NIMOH PHARMACY AND COMPOUNDING LLC
Florida-licensed Pharmacy practicing at 12878 US HIGHWAY 301, Dade City, FL 33525. License verified through the Florida Department of Health Division of Medical Quality Assurance.
License Details
FL DOH · MQA| Full name | NIMOH PHARMACY AND COMPOUNDING LLC |
| Profession | Pharmacy (profession code 2205, rank PH) |
| License number | 28347 |
| License status | Clear |
| Status effective since | January 13, 2015 |
| License originally issued | July 24, 2014 (12 years ago) |
| License expires | February 28, 2027 |
| Practice address | 12878 US HIGHWAY 301 Dade City, FL 33525 |
| County | Pasco County, FL |
| Prescribing authority | No (not authorized to prescribe) |
| Dispensing authority | No |
About the Pharmacy Profession in Florida
EDITORIALWhat they do
A Pharmacy permit in Florida authorizes a physical or virtual location to dispense, compound, or distribute prescription medications. The Florida Board of Pharmacy issues different classes of permit depending on the operating model — community (retail), institutional class I and II (such as hospital pharmacies), special pharmacy, nuclear pharmacy, special parenteral/enteral, internet pharmacy, and others. Each permit class defines what kinds of medications may be stored, how compounding may be performed, and what record-keeping and security requirements apply.
In Florida, every pharmacy must operate under the supervision of a designated prescription department manager who is a Florida-licensed pharmacist responsible for ensuring statutory compliance. Pharmacies are inspected by the Florida Department of Health and must follow strict rules on controlled substances, drug recalls, sterile compounding standards (USP 797/800 where applicable), patient counseling, and pseudoephedrine sales. Many pharmacies in Florida also provide point-of-care testing, immunizations, and medication therapy management under their pharmacist staff's licensure.
Licensing in Florida
A pharmacy permit application requires identification of the prescription department manager, facility floor plans, security details, ownership disclosure, and inspection by the Department of Health. Different permit categories have specific physical and operational requirements (for example, institutional class II permits cover hospitals with on-site compounding). Permits are renewed every two years, and pharmacies must update the Board on changes in ownership, location, or pharmacy manager. The Florida Board of Pharmacy regulates all permit holders and conducts routine and complaint-based inspections.
How to verify or report
Look up a Florida pharmacy permit, license status, and disciplinary history through the Florida MQA license search. To report problems with a pharmacy — diversion, errors, sanitary concerns — file through the Florida Department of Health complaint form or call 850-488-0796.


About this task »
Copy each line below in which the string "position" occurs.

Exercise data »
· · ·

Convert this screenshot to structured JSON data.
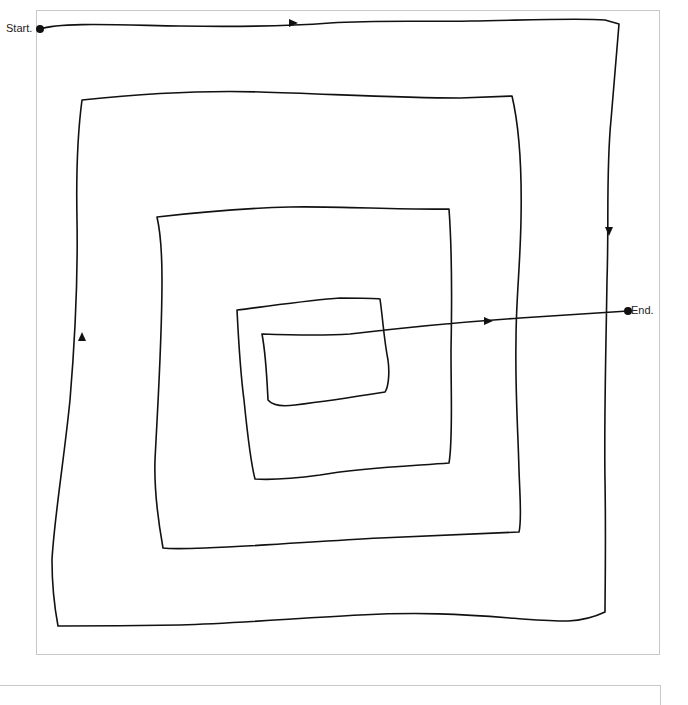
{
  "diagram": {
    "title": "",
    "type": "spiral-path",
    "start_label": "Start.",
    "end_label": "End.",
    "line_color": "#111111",
    "frame_color": "#c8c8c8",
    "direction_arrows": [
      {
        "position": "top edge, outer ring",
        "direction": "right"
      },
      {
        "position": "right edge, outer ring",
        "direction": "down"
      },
      {
        "position": "left edge, second ring",
        "direction": "up"
      },
      {
        "position": "exit line toward End",
        "direction": "right"
      }
    ]
  }
}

· · ·

Output for this task »
        "position": "top edge, outer ring",
        "position": "right edge, outer ring",
        "position": "left edge, second ring",
        "position": "exit line toward End",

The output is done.